The Supreme Court ruled that parents could, indeed, opt their children out of parts of public school curricula that violated those parents’ religious belief. In Mahmoud, et al. v Taylor, et al., the Court held
the public-school system in Montgomery County, Md, had placed “an unconstitutional burden on the parents’ rights to the free exercise of their religion,” according to the majority opinion written by Justice Samuel Alito.
“A government burdens the religious exercise of parents when it requires them to submit their children to instruction that poses ‘a very real threat of undermining’ the religious beliefs and practices that the parents wish to instill[.]”
The three “liberal” Justices demurred:
Requiring schools to provide advance notice and the chance to opt out of every lesson plan or story time that might implicate a parent’s religious beliefs will impose impossible administrative burdens on schools[.]
The problem isn’t that chaotic, however:
Some parents from several religious backgrounds—Muslim, Catholic and Ukrainian Orthodox—objected to [a collection of books with LGBTQ themes and characters]. The school board said in court filings that it initially tried to accommodate opt-out requests, but doing so became “unworkably disruptive” due to “unsustainably high numbers of absent students.”
In other words, the school board was inconvenienced by not being able to dictate to parents how the school board would treat those parents’ children. Never mind that the objections were so widespread that the school board was unable to impose its will on all but a relative few. That clear cut a separation is hardly chaotic.
The chaos about which those three Justices bleated was caused by the school board and would be caused by other school boards who object to parents not meekly rolling over and kowtowing to the Know Betters of school boards more interested in their Leftist ideologies than they are in teaching the parents’ children.
These three Justices know this. They claim to worry about Court decisions deprecating respect for our court system, but it’s attitudes like those of these three that lead to that deprecation.
An aside: such chaos as might occur from enforcing parental rights, religious and otherwise, would be virtually eliminated were State and Federal governments to get out of the way of school choice, illustrated by voucher and charter schools, parochial schools, and home schooling. Parents could freely exercise their [religious beliefs] vis-à-vis the parameters of their children’s education if they had unfettered access to such a range.
The Court’s ruling can be read here.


DESCRIPTION OF THE TASK => State the number of lines in the following data that include the word "caption", with no other text.

[Extracts from a graphics dataset]
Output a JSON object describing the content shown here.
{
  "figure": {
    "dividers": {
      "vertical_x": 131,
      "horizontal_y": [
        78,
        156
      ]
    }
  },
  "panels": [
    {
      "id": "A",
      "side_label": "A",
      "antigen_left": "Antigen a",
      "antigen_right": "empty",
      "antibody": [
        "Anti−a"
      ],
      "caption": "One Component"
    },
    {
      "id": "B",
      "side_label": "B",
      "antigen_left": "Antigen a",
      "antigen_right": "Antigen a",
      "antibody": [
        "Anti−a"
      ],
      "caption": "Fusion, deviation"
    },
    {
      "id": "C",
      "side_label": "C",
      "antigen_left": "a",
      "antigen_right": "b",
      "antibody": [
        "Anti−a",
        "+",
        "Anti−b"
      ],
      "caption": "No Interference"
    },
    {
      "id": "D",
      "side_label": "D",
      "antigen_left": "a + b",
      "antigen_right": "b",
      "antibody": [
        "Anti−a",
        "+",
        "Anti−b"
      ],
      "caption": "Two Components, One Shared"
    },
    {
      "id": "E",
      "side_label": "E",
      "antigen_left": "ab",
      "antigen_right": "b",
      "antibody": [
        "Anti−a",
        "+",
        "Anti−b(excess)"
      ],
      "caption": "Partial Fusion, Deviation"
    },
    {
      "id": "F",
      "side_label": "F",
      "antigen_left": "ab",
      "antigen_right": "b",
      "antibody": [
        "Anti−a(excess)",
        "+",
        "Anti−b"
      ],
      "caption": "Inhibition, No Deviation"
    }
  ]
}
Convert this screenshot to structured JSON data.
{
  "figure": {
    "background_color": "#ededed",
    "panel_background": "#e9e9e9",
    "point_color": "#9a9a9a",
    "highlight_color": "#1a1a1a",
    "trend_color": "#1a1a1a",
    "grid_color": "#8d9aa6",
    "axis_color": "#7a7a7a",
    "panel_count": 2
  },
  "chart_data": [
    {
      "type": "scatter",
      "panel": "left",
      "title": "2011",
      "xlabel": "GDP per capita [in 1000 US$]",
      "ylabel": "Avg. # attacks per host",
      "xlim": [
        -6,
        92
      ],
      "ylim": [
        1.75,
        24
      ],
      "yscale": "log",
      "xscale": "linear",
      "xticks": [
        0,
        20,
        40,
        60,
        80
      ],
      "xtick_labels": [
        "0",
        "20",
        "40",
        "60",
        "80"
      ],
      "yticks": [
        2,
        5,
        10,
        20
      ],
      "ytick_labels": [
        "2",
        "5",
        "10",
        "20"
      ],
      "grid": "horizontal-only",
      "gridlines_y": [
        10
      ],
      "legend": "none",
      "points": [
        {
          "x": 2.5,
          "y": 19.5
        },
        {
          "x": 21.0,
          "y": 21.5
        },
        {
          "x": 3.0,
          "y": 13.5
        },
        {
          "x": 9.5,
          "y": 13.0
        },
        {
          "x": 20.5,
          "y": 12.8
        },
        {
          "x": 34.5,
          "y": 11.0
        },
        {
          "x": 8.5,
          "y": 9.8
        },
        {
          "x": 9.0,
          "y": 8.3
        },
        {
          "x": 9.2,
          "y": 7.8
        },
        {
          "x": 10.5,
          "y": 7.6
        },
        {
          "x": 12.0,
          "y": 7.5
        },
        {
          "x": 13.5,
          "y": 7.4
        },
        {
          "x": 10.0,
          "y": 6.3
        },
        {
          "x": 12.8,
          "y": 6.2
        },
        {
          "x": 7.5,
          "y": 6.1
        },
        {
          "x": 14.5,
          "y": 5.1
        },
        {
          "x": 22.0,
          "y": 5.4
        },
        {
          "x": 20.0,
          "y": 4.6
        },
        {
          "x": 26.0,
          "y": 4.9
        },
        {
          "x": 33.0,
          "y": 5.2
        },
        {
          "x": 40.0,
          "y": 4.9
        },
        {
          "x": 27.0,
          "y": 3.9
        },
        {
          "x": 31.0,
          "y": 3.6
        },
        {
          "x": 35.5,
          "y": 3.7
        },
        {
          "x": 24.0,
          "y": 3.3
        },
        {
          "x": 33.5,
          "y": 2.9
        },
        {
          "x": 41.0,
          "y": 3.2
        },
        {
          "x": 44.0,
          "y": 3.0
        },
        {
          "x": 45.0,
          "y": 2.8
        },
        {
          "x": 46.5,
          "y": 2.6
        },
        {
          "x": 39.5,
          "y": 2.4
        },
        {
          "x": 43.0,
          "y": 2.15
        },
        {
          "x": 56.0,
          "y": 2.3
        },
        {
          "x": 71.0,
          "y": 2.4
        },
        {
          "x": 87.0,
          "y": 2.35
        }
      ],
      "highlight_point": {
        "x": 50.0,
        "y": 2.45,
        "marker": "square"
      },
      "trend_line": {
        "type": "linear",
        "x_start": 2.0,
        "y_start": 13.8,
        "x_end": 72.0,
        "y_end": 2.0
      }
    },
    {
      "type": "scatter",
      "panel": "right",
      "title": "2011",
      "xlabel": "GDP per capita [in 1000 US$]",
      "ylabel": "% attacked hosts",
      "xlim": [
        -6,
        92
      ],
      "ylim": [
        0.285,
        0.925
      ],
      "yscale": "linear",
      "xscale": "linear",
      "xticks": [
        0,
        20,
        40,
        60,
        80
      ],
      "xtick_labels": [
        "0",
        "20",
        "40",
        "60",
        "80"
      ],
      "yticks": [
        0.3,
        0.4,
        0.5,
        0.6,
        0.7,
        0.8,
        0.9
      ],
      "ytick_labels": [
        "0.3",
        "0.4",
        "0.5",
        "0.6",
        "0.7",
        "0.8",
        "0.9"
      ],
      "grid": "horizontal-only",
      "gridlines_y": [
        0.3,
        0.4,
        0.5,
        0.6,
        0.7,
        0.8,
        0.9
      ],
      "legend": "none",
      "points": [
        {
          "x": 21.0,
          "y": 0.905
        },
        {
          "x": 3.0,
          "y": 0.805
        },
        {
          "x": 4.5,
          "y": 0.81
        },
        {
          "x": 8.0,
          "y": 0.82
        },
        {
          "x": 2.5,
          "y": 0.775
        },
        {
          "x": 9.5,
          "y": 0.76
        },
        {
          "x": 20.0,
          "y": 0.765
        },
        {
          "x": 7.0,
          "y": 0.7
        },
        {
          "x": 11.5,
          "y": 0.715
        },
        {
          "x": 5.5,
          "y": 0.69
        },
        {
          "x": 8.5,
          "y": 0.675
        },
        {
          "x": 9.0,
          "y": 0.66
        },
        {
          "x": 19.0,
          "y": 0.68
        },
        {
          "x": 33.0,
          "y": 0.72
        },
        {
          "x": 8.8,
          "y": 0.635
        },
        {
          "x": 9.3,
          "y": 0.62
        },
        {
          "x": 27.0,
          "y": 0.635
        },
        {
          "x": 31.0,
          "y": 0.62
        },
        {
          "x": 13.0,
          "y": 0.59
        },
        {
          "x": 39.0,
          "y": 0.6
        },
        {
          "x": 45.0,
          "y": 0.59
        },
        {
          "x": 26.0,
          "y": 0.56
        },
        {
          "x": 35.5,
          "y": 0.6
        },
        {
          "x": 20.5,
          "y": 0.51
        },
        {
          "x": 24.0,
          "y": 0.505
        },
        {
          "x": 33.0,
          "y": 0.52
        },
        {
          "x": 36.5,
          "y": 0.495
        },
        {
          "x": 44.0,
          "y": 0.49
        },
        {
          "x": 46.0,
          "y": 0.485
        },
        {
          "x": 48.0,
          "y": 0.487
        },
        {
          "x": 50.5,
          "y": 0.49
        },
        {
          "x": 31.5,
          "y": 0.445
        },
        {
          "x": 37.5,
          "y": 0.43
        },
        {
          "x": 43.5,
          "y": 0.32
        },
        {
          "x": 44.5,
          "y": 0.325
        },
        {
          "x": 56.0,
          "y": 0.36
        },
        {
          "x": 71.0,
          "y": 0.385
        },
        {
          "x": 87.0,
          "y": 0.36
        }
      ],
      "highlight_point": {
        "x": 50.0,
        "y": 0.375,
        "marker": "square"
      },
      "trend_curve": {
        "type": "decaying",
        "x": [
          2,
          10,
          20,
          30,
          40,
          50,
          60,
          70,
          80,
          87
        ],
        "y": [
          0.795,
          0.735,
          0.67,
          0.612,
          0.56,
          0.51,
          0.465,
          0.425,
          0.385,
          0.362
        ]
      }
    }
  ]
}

ANSWER BELOW => 6